Donate

The eugenicist roots of the assisted-dying movement

The Scottish press has long ignored the dubious history of the pro-euthanasia lobby.

Jamie Gillies

Topics Politics UK

There are media double standards when it comes to the debate over assisted dying in Scotland. The press seems all too willing to target the beliefs of those opposed to assisted dying, yet unwilling to look too closely at the roots of those in favour of it.

Why? Because they seem to think there is something suspiciously Christian about the opposition to assisted dying.

Take, for instance, the Daily Record. It attempted to smear anti-assisted suicide group Care Not Killing (CNK) last week on the grounds that it is backed by a wealthy Christian. That, apparently, is a huge problem.

CNK, the Record reported, received a £90,000 donation from businessman Brian Souter, ‘an evangelical Christian who has bankrolled socially conservative causes’. Describing him as ‘a controversial multi-millionaire’, it said he wanted to help fight an assisted-dying law in Scotland.

The Record didn’t stop there. It also suggested that there was something wrong with Care Not Killing, precisely because it is supported by religious organisations.

Why is Souter’s Christian faith relevant? Why is the fact that faith groups support Care Not Killing worthy of comment?

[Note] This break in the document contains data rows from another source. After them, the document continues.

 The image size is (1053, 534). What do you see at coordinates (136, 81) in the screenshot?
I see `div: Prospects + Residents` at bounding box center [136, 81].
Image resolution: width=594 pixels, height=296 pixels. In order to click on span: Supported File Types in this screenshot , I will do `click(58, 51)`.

Neither of these things matter unless you have a problem with Christians – which it seems that some at the Record do.

People who don’t have a problem with Christians would simply accept that Souter spends his cash on projects that chime with his beliefs. That’s his prerogative. He also gives money to charities working to alleviate poverty across the world. Does that undermine the work of those charities?

The double standards are telling. If CNK had accepted money from, say, a wealthy Muslim businessman who shares the same beliefs about marriage and sexuality as Souter, would the Record still have attacked CNK? Of course not. Attacking religious groups is considered politically incorrect among Scotland’s media class – unless the group in question is a Christian group.

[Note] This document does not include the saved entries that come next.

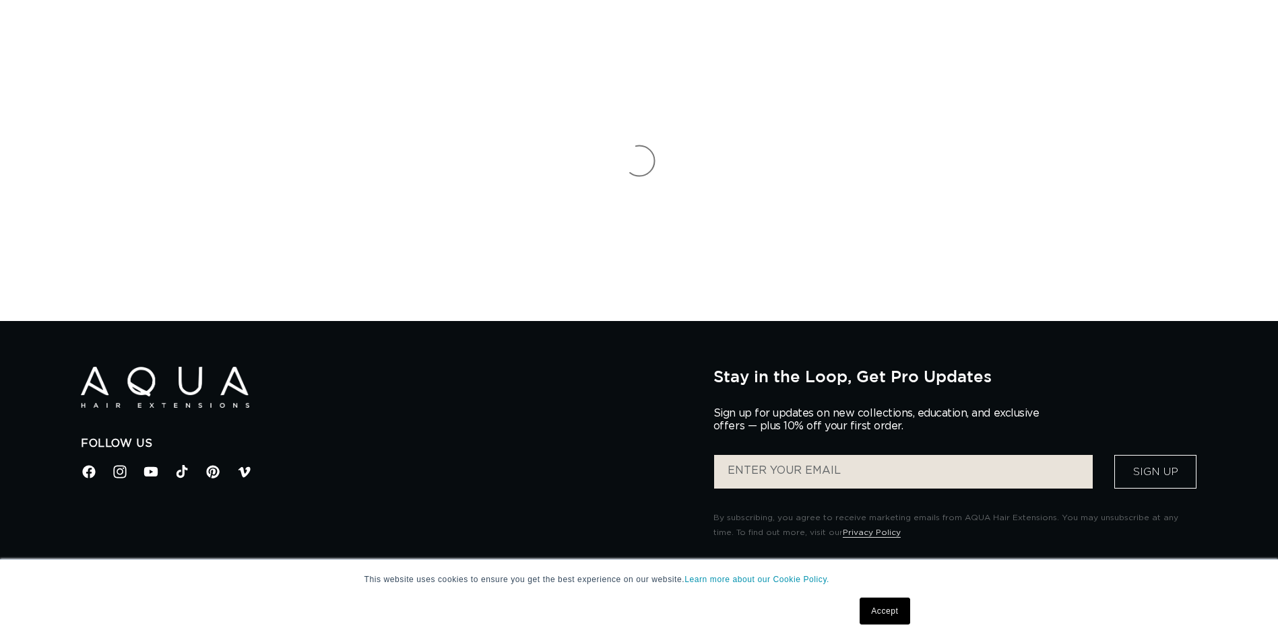 The image size is (1278, 642). I want to click on img: Aqua Hair Extensions, so click(165, 387).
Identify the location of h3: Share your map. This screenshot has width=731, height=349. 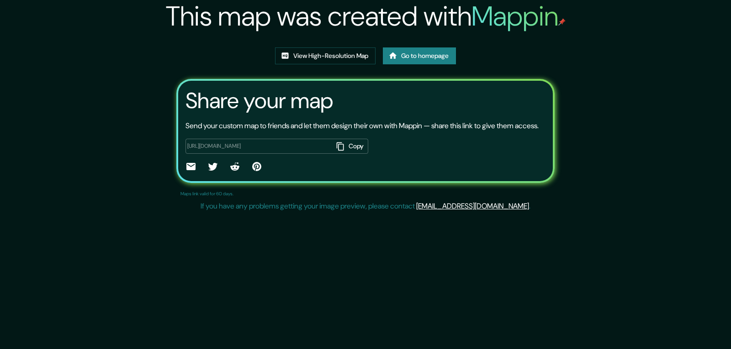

Scotland’s media class seems quite happy to spare prominent groups on the other side of the assisted-suicide debate from scrutiny. The Record, for instance, has failed to mention that Dignity in Dying, the group leading the charge for assisted suicide in the UK, was founded and funded by eugenicist politician Killick Millard.

Millard is said to have been ‘informed by a coherent philosophy… underpinned by eugenic ideas about the importance of maintaining the calibre of the racial stock’. He was what, in modern terms, we might call ‘ableist’, arguing in 1931 that the ‘feeble-minded and mentally deficient’ – those with mental-health problems – ‘should be sterilised’.

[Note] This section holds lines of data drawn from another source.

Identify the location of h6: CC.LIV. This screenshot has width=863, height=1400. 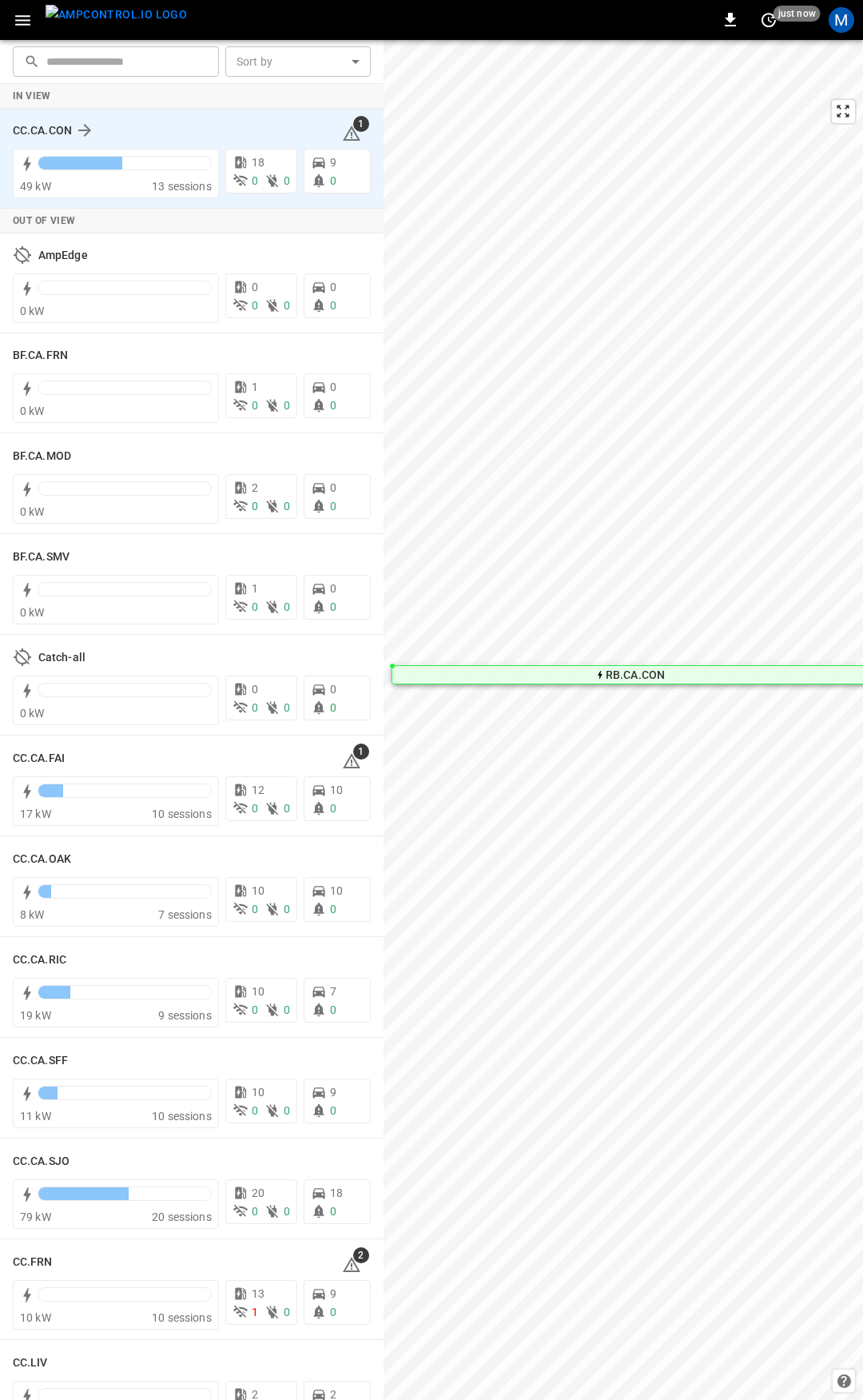
(30, 1364).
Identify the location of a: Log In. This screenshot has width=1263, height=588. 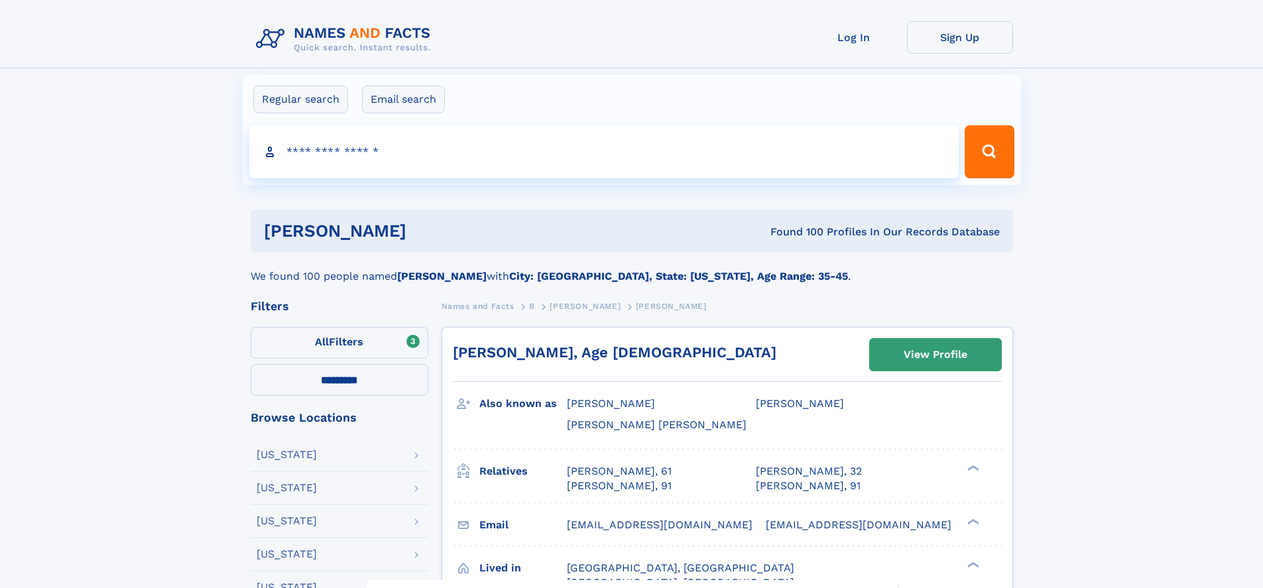
(854, 37).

And he was also anti-working class. In 1911, in an essay on poverty, Millard celebrated the fact that ‘slum dwellers’ had a high rate of infant mortality, stating that ‘this consideration goes a long way towards allaying the fear that the falling birth-rate of the superior classes, and the comparatively high birth-rate of the very lowest class, threatens the quality of the race’.

I would say the odious beliefs of the founder of the assisted-suicide lobby in the UK are a tad worse than those held by Brian Souter or any other Christian believer arguing against assisted suicide and in defence of vulnerable people in society who may be put at risk by it.

I eagerly await the next press exposé on the eugenicist roots of assisted-suicide campaigning in the UK.

I won’t hold my breath.

Jamie Gillies is a campaigner and political commentator.

To enquire about republishing spiked’s content, a right to reply or to request a correction, please contact the managing editor, Viv Regan.

Topics Politics UK

Comments

Want to join the conversation?

Only spiked supporters and patrons, who donate regularly to us, can comment on our articles.